Reading list

Moving beyond Parity — Mental Health and Addiction Care under the ACA, by Colleen L. Barry and Haiden A. Huskamp (NEJM)

The Doctor’s Dilemma — What Is “Appropriate” Care? by Victor R. Fuchs (NEJM)

Rising Hospital Employment of Physicians: Better Quality, Higher Costs? by Ann S. O’Malley, Amelia M. Bond, Robert A. Berenson (Center for Studying Health System Change)

In a quest to gain market share, hospital employment of physicians has accelerated in recent years to shore up referral bases and capture admissions, according to the Center for Studying Health System Change’s (HSC) 2010 site visits to 12 nationally representative metropolitan communities. Stagnant reimbursement rates, coupled with the rising costs of private practice, and a desire for a better work-life balance have contributed to physician interest in hospital employment. While greater physician alignment with hospitals may improve quality through better clinical integration and care coordination, hospital employment of physicians does not guarantee clinical integration. The trend of hospital-employed physicians also may increase costs through higher hospital and physician commercial insurance payment rates and hospital pressure on employed physicians to order more expensive care. To date, hospitals’ primary motivation for employing physicians has been to gain market share, typically through lucrative service-line strategies encouraged by a fee-for-service payment system that rewards volume. More recently, hospitals view physician employment as a way to prepare for payment reforms that shift from fee for service to methods that make providers more accountable for the cost and quality of patient care.

Trends in Care for Uninsured Adults and Disparities in Care by Insurance Status, by Lindsay M. Sabik and Bassam A. Dahman (MCRR)

The uninsured fare worse than the insured on various measures, yet there is little evidence regarding trends in care for the uninsured and disparities by insurance status. Given changes in the health care system and the safety net, disparities between insured and uninsured populations may be changing over time. This article considers trends in access, chronic disease control, and heart attack care by insurance status and the disparity in these measures between uninsured and insured nonelderly adults, controlling for demographic characteristics to account for potential changes in the composition of these populations. Rates for the uninsured for all outcomes have generally been stable from the mid-1990s to mid-2000s, with fluctuation in some measures over shorter periods. In addition, there is a persistent disparity between the privately insured and uninsured on access measures. The gap between the uninsured and insured has not narrowed, though disparities generally have not worsened either.

The Association Between Hospital Margins, Quality of Care, and Closure or Other Change in Operating Status, by Dan P. Ly, Ashish K. Jha and Arnold M. Epstein (JGIM)

BACKGROUND. Hospitals face increased pressure to improve their quality of care in an environment of dwindling hospital payments. It is unclear whether lower hospital margins are associated with worse quality of care or closure.

OBJECTIVE. To determine the association of hospital margins with quality of care and changes in operating status.

DESIGN, SUBJECTS, AND MAIN MEASURES. We conducted an observational cross-sectional study analyzing hospitals’ margin, quality of care (process quality, risk-adjusted readmission rates, and risk-adjusted mortality rates), and changes in operating status (rates of closure, merger and acquisition, and conversion to a critical access hospital) for 3,262 non-public U.S. hospitals with data from the Hospital Quality Alliance and Medicare Cost Reports.

KEY RESULTS. Compared to those in the bottom 10% of operating margin, those in the top 10% had higher process quality (e.g. 95.3 vs. 93.7, p = 0.002 for acute myocardial infarction [AMI]) and lower readmission rates (e.g. 19.7% vs. 22.4%, p < 0.001 for AMI). We found no association between margins and mortality rates. Hospitals in the bottom 10% were more likely than those in the top 10% to close (5.7% vs. 2.0%), merge or become acquired (4.0% vs. 0.3%), or convert to a Critical Access Hospital (5.4% vs. 0.6%). Over 15% of hospitals in the lowest decile of hospital margin changed operating status in the subsequent year.

CONCLUSIONS. Low hospital margins are associated with worse processes of care and readmission rates and with changes in operating status. We should monitor low-margin hospitals closely for declining quality of care.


REQUIRED WORK - Locate every line in the records below that holds the word "with" and return each one.

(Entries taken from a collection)
########################################
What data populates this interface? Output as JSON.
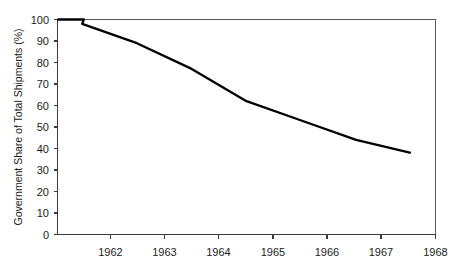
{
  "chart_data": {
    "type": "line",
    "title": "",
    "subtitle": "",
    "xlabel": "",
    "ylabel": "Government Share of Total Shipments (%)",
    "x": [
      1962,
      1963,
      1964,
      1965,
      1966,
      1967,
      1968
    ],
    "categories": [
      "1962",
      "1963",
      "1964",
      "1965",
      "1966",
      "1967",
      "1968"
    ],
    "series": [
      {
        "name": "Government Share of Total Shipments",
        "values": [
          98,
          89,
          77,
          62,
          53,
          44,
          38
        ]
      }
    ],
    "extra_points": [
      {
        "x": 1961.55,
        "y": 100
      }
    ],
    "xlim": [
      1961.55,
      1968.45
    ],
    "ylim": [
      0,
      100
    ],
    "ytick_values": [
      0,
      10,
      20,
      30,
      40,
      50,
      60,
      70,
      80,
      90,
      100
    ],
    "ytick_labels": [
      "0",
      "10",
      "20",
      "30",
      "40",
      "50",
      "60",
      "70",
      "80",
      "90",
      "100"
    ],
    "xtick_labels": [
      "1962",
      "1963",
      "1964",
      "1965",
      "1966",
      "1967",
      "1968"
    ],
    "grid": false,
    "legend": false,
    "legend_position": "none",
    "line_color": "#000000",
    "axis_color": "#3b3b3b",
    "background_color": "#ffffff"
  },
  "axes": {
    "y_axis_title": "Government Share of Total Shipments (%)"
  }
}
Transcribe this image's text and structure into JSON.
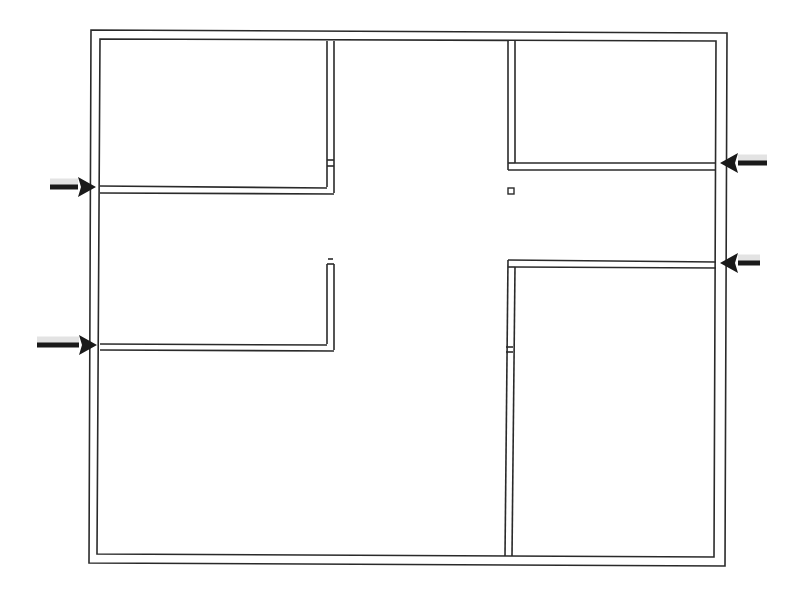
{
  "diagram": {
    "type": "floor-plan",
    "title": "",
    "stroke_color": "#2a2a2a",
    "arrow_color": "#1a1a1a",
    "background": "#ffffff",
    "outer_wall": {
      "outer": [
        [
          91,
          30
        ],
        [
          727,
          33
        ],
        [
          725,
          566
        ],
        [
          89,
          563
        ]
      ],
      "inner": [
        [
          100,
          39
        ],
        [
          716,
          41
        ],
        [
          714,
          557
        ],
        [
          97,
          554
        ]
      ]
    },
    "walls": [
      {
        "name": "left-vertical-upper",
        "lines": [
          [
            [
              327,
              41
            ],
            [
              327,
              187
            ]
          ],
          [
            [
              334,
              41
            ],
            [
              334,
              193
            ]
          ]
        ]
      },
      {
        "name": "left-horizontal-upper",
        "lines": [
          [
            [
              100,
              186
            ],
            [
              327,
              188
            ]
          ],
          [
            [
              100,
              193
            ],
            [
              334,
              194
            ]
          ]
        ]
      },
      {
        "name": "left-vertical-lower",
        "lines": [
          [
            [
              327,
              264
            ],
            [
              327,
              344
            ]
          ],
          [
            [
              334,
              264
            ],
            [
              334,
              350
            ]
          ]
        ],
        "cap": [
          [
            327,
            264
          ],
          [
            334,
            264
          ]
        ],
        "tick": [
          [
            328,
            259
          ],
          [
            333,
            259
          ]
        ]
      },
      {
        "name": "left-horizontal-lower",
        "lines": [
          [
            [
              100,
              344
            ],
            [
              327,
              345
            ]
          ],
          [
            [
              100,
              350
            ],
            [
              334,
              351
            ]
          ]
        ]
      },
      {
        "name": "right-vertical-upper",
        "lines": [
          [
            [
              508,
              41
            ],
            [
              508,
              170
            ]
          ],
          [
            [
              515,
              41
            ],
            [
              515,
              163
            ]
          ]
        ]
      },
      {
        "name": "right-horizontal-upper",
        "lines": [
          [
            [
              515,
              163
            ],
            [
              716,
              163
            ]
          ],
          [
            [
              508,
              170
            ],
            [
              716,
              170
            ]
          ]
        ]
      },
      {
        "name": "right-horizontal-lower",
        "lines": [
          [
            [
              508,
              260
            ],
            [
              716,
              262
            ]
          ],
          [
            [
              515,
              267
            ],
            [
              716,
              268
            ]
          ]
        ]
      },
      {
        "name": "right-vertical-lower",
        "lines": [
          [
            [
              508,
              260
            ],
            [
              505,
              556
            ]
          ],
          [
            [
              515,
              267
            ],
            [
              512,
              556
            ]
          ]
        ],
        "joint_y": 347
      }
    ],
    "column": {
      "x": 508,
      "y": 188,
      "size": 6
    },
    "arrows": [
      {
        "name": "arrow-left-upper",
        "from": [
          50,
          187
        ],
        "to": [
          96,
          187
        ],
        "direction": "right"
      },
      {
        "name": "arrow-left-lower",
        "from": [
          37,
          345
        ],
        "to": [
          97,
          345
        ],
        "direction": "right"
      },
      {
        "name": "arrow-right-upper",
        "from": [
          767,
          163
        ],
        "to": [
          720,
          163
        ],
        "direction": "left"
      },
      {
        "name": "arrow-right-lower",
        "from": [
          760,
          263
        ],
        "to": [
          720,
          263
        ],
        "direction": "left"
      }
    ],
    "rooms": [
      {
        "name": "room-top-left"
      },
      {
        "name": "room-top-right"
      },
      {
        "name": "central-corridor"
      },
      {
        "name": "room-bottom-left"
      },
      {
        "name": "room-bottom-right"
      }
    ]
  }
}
########################################
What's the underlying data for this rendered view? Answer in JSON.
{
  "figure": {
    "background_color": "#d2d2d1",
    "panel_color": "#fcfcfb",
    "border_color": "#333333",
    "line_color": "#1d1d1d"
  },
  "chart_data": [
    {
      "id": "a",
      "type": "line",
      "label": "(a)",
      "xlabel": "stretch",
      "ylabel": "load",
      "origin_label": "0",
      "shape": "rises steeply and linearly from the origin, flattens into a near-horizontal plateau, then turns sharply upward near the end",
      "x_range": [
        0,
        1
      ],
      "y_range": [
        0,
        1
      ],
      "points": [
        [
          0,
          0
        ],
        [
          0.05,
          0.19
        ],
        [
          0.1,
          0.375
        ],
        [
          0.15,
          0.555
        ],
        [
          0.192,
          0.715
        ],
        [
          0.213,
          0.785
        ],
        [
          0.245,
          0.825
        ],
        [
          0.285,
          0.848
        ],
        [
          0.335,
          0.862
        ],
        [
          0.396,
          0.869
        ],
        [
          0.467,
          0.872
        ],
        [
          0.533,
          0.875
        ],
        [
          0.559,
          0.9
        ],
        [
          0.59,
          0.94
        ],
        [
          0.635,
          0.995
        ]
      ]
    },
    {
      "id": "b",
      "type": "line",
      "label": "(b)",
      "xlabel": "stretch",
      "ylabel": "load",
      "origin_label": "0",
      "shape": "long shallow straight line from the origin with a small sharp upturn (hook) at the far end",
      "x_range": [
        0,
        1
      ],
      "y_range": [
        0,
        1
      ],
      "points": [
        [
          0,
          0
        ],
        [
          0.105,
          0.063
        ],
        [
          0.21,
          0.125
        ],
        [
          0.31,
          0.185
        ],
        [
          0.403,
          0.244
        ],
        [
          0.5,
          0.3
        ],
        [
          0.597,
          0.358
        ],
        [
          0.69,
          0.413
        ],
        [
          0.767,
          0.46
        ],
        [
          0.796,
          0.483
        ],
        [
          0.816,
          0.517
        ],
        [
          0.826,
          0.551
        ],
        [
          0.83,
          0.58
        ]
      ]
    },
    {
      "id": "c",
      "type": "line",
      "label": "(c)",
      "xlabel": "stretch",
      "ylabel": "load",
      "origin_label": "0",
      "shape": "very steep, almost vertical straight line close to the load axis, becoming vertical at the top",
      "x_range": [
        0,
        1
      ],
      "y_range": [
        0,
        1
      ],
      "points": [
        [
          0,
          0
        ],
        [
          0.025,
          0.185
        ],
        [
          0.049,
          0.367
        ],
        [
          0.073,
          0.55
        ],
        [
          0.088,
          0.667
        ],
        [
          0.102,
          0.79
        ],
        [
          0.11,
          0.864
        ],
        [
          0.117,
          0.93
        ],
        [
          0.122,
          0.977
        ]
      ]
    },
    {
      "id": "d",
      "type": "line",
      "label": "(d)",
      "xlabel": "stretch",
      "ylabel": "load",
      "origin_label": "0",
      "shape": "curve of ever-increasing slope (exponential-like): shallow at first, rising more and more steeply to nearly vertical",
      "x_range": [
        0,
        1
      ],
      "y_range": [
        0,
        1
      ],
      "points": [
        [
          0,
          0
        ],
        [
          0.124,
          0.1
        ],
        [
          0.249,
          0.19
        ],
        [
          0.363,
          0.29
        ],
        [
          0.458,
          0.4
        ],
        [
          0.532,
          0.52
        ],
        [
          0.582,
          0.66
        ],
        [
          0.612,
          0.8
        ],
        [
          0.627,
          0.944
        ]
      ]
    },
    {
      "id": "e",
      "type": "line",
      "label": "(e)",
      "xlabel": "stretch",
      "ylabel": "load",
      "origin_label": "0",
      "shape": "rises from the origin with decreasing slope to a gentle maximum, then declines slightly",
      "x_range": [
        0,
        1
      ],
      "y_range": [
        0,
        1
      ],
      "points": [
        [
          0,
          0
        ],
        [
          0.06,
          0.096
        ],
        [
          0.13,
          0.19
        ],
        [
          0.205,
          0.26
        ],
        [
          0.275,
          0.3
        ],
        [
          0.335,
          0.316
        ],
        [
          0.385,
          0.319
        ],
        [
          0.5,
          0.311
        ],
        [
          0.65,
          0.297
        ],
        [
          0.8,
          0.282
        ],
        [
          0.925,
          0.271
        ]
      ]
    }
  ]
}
########################################
YOUR RESPONSE -
      "shape": "long shallow straight line from the origin with a small sharp upturn (hook) at the far end",
      "shape": "rises from the origin with decreasing slope to a gentle maximum, then declines slightly",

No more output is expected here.